While he was talking to me I noticed how my field controller shifted uneasily with his hands behind his back as if hiding something. Suddenly, Tarat draws forth a Makarov semi-automatic and points it between my eyebrows, and he asks me calmly now that I had listened to him all through dinner whether I had anything to say. Well, you could feel the tension in the room especially when I suggested we call it a night. He just laughed diabolically and admitted to being a double agent and not only that but the one who had single-handedly bumped off each of my previous field controllers. He told me if he could get rid of my controller it would make me an easy target but when I kept not dying the only other way to do it was to bring me within a stone’s throw of the FSB and after that I couldn’t fail to be liquidized. Then he went on to say there were a great number of other mind-blowing revelations which he’d rather not go into. It was humiliating and it was driving me crazy but before I could tell him how cross I was, he pulled the trigger.

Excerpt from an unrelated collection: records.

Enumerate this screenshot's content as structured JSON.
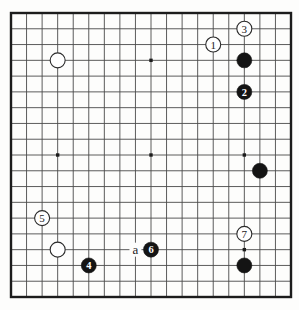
{
  "diagram": {
    "type": "go-board-diagram",
    "board_size": 19,
    "colors": {
      "paper": "#fdfdfc",
      "grid_line": "#4a4a4a",
      "border": "#1c1c1c",
      "star_point": "#1c1c1c",
      "black_stone": "#141414",
      "white_stone": "#ffffff",
      "white_stone_outline": "#2a2a2a",
      "white_stone_number": "#1c1c1c",
      "black_stone_number": "#ffffff",
      "label_text": "#1c1c1c"
    },
    "star_points": [
      {
        "col": 4,
        "row": 4
      },
      {
        "col": 10,
        "row": 4
      },
      {
        "col": 16,
        "row": 4
      },
      {
        "col": 4,
        "row": 10
      },
      {
        "col": 10,
        "row": 10
      },
      {
        "col": 16,
        "row": 10
      },
      {
        "col": 4,
        "row": 16
      },
      {
        "col": 10,
        "row": 16
      },
      {
        "col": 16,
        "row": 16
      }
    ],
    "stones": [
      {
        "color": "white",
        "label": "",
        "col": 4,
        "row": 4
      },
      {
        "color": "white",
        "label": "",
        "col": 4,
        "row": 16
      },
      {
        "color": "black",
        "label": "",
        "col": 16,
        "row": 4
      },
      {
        "color": "black",
        "label": "",
        "col": 17,
        "row": 11
      },
      {
        "color": "black",
        "label": "",
        "col": 16,
        "row": 17
      },
      {
        "color": "white",
        "label": "1",
        "col": 14,
        "row": 3
      },
      {
        "color": "black",
        "label": "2",
        "col": 16,
        "row": 6
      },
      {
        "color": "white",
        "label": "3",
        "col": 16,
        "row": 2
      },
      {
        "color": "black",
        "label": "4",
        "col": 6,
        "row": 17
      },
      {
        "color": "white",
        "label": "5",
        "col": 3,
        "row": 14
      },
      {
        "color": "black",
        "label": "6",
        "col": 10,
        "row": 16
      },
      {
        "color": "white",
        "label": "7",
        "col": 16,
        "row": 15
      }
    ],
    "point_labels": [
      {
        "label": "a",
        "col": 9,
        "row": 16
      }
    ]
  }
}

Luckily there must have been a mix up at the armoury because when he took the shot a little flag dropped down from the barrel with Bang written on it. Seeing a chance to stay alive, I lunged forward in a lightning move, broke his jaw and tied his shoelaces together. Within seconds I was joined by a group of FSB agents eager to help me and awed both by my bravery and ability to squat down and do one of those Russian dances.
In the end, Tarat escaped from custody but ran headlong into a brick wall and ended up spending the rest of his days working at a launderette on Zatonnaya Street. As for me, on my return to the UK I was hailed a hero for foiling the worst case of treason since Phil Kimby danced seductively around the statue of Lenin in 1963. But the celebrations were short-lived. One year later I was reassigned to Cagey Sector after Maurice Guthrie got hit by two mallets which came out of nowhere.